Few authors are as well qualified as Paul Rouse to attempt this ambitious undertaking, the first scholarly overview of the history of sport in Ireland during the last millennium.
Next year will witness the 100th anniversary of the Easter Rising, the pivotal event that initiated the traumatic creation of the Irish Republic.
A stigma around the ill-defined genre of popular history lingers in the academy.
Popular newspapers in Britain are commonly criticised for providing unsophisticated, distasteful and intrusive journalism, driven by an aggressive pursuit of exclusives and an unscrupulous desire for profit.
Terence Brown’s history of the Irish Times is one of a number of similar texts published recently which indicates an upsurge of interest in the Irish media landscape – Kevin Rafter’s Irish Journalism Before Independence (1), Ann Andrews’ Newspapers and Newsmakers (2) and Mark O’Brien and Felix Larkin’s edited collect
Benedict Anderson’s conceptualisation of nations as ‘invented communities’ identified the emergence of modern nationalism through a combination of demotic print culture and the growth of capitalism.

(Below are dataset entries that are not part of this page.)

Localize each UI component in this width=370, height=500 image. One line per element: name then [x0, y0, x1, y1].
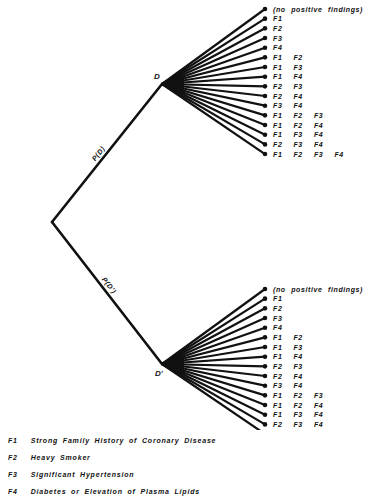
leaf-label: F1 F2 F3	[273, 112, 323, 119]
leaf-edge	[162, 84, 265, 144]
legend-item-f4: F4 Diabetes or Elevation of Plasma Lipid…	[8, 483, 216, 500]
leaf-dot	[263, 316, 268, 321]
legend-text: Significant Hypertension	[31, 471, 135, 478]
leaf-label: F3 F4	[273, 382, 303, 389]
leaf-dot	[263, 84, 268, 89]
legend-item-f2: F2 Heavy Smoker	[8, 449, 216, 466]
leaf-dot	[263, 287, 268, 292]
leaf-label: F4	[273, 324, 282, 331]
legend-code: F1	[8, 432, 26, 449]
leaf-label: F1 F2 F3 F4	[273, 151, 344, 158]
leaf-dot	[263, 345, 268, 350]
leaf-label: F2 F3 F4	[273, 421, 323, 428]
legend-code: F3	[8, 466, 26, 483]
leaf-dot	[263, 132, 268, 137]
leaf-label: F1 F2 F3	[273, 392, 323, 399]
leaf-label: F2	[273, 25, 282, 32]
leaf-label: F1 F4	[273, 353, 303, 360]
leaf-dot	[263, 325, 268, 330]
leaf-dot	[263, 374, 268, 379]
leaf-edge	[162, 9, 265, 84]
leaf-dot	[263, 55, 268, 60]
leaf-label: (no positive findings)	[273, 6, 363, 14]
leaf-dot	[263, 16, 268, 21]
leaf-dot	[263, 103, 268, 108]
leaf-dot	[263, 142, 268, 147]
legend-item-f1: F1 Strong Family History of Coronary Dis…	[8, 432, 216, 449]
node-label: D'	[155, 369, 164, 378]
leaf-label: (no positive findings)	[273, 286, 363, 294]
legend-text: Strong Family History of Coronary Diseas…	[31, 437, 217, 444]
leaf-dot	[263, 65, 268, 70]
leaf-dot	[263, 113, 268, 118]
main-edge	[52, 84, 162, 222]
leaf-label: F1 F2 F4	[273, 402, 323, 409]
leaf-edge	[162, 364, 265, 424]
leaf-label: F1 F2 F4	[273, 122, 323, 129]
main-edge	[52, 222, 162, 364]
leaf-edge	[162, 289, 265, 364]
legend-code: F2	[8, 449, 26, 466]
leaf-dot	[263, 94, 268, 99]
legend-item-f3: F3 Significant Hypertension	[8, 466, 216, 483]
leaf-label: F3	[273, 315, 282, 322]
leaf-dot	[263, 364, 268, 369]
probability-tree: P(D)D(no positive findings)F1F2F3F4F1 F2…	[0, 0, 370, 430]
leaf-dot	[263, 123, 268, 128]
leaf-label: F3	[273, 35, 282, 42]
edge-label: P(D)	[90, 145, 107, 163]
leaf-label: F1	[273, 295, 282, 302]
leaf-dot	[263, 393, 268, 398]
leaf-dot	[263, 412, 268, 417]
leaf-dot	[263, 306, 268, 311]
probability-tree-figure: P(D)D(no positive findings)F1F2F3F4F1 F2…	[0, 0, 370, 500]
legend: F1 Strong Family History of Coronary Dis…	[8, 432, 216, 500]
leaf-dot	[263, 26, 268, 31]
leaf-label: F3 F4	[273, 102, 303, 109]
leaf-label: F1 F2	[273, 334, 303, 341]
leaf-dot	[263, 354, 268, 359]
leaf-label: F1 F3	[273, 64, 303, 71]
leaf-label: F2	[273, 305, 282, 312]
leaf-dot	[263, 383, 268, 388]
leaf-dot	[263, 7, 268, 12]
leaf-dot	[263, 422, 268, 427]
leaf-label: F1	[273, 15, 282, 22]
leaf-dot	[263, 296, 268, 301]
leaf-dot	[263, 335, 268, 340]
legend-text: Diabetes or Elevation of Plasma Lipids	[31, 488, 200, 495]
leaf-dot	[263, 74, 268, 79]
leaf-label: F1 F4	[273, 73, 303, 80]
leaf-dot	[263, 45, 268, 50]
leaf-label: F4	[273, 44, 282, 51]
leaf-label: F2 F3	[273, 363, 303, 370]
leaf-dot	[263, 152, 268, 157]
leaf-dot	[263, 403, 268, 408]
node-label: D	[154, 72, 160, 81]
leaf-label: F1 F3 F4	[273, 131, 323, 138]
leaf-label: F2 F4	[273, 373, 303, 380]
leaf-label: F1 F3 F4	[273, 411, 323, 418]
legend-text: Heavy Smoker	[31, 454, 91, 461]
leaf-edge	[162, 19, 265, 84]
leaf-edge	[162, 299, 265, 364]
leaf-label: F2 F4	[273, 93, 303, 100]
legend-code: F4	[8, 483, 26, 500]
leaf-label: F1 F2	[273, 54, 303, 61]
leaf-label: F1 F3	[273, 344, 303, 351]
leaf-label: F2 F3 F4	[273, 141, 323, 148]
leaf-dot	[263, 36, 268, 41]
leaf-label: F2 F3	[273, 83, 303, 90]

Household goods piled along curbs with hand-lettered signs saying ‘free’; never-worn clothing hanging in closets, price tags still in place; vacated college dormitory rooms filled with abandoned throw rugs, hair dryers, bookcases; consultants who help us simplify our lives by getting rid of ‘stuff.’ This is the world of things that many Americans inhabit today.

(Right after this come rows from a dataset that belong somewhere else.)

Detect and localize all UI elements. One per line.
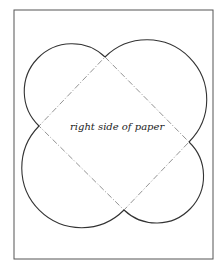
envelope-template-diagram [0, 0, 223, 269]
paper-side-label: right side of paper [70, 121, 170, 132]
fold-line-diamond [39, 57, 189, 210]
petal-top-left [24, 44, 105, 126]
petal-bottom-right [124, 142, 204, 223]
petal-bottom-left [22, 126, 124, 228]
paper-frame [14, 10, 213, 259]
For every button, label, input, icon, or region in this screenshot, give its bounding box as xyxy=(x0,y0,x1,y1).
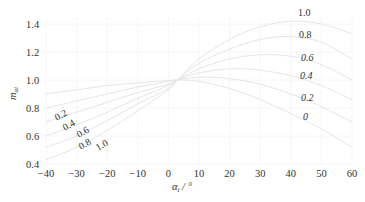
y-tick-label: 0.8 xyxy=(26,103,39,114)
y-tick-label: 0.6 xyxy=(26,131,39,142)
x-axis-label: αi / ° xyxy=(172,181,193,194)
x-tick-label: −40 xyxy=(38,168,54,179)
y-tick-label: 1.4 xyxy=(26,19,40,30)
y-tick-label: 1.2 xyxy=(26,47,39,58)
x-axis-ticks: −40−30−20−100102030405060 xyxy=(38,168,357,179)
x-tick-label: 30 xyxy=(255,168,266,179)
x-tick-label: 50 xyxy=(316,168,327,179)
y-axis-ticks: 0.40.60.81.01.21.4 xyxy=(26,19,40,170)
curve-label-right-0.4: 0.4 xyxy=(300,70,313,81)
y-tick-label: 1.0 xyxy=(26,75,39,86)
curve-label-right-0.6: 0.6 xyxy=(301,52,314,63)
y-axis-label: mai xyxy=(7,87,20,100)
curve-label-right-0: 0 xyxy=(303,111,308,122)
x-tick-label: 20 xyxy=(224,168,235,179)
line-chart: 0.40.60.81.01.21.4 −40−30−20−10010203040… xyxy=(0,0,365,202)
curve-label-right-0.8: 0.8 xyxy=(299,29,312,40)
x-tick-label: 40 xyxy=(286,168,297,179)
y-axis-label-subscript: ai xyxy=(12,87,20,93)
x-tick-label: −10 xyxy=(130,168,146,179)
curve-label-right-0.2: 0.2 xyxy=(301,92,314,103)
x-tick-label: 10 xyxy=(194,168,205,179)
x-tick-label: 60 xyxy=(347,168,358,179)
x-tick-label: −30 xyxy=(68,168,84,179)
x-tick-label: 0 xyxy=(166,168,171,179)
x-tick-label: −20 xyxy=(99,168,115,179)
x-axis-label-unit: / ° xyxy=(179,181,192,192)
curve-label-right-1.0: 1.0 xyxy=(298,7,311,18)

A stitch up is a devious act that someone does to someone else. It may involve putting a person or organization, perhaps, in a position where they will be blamed for something they did not do or it might mean manipulating a situation, in unseen ways, to one’s own advantage.
Scholars of modern Jewish life have largely focused on Jews’ position in the nation-states in which they live.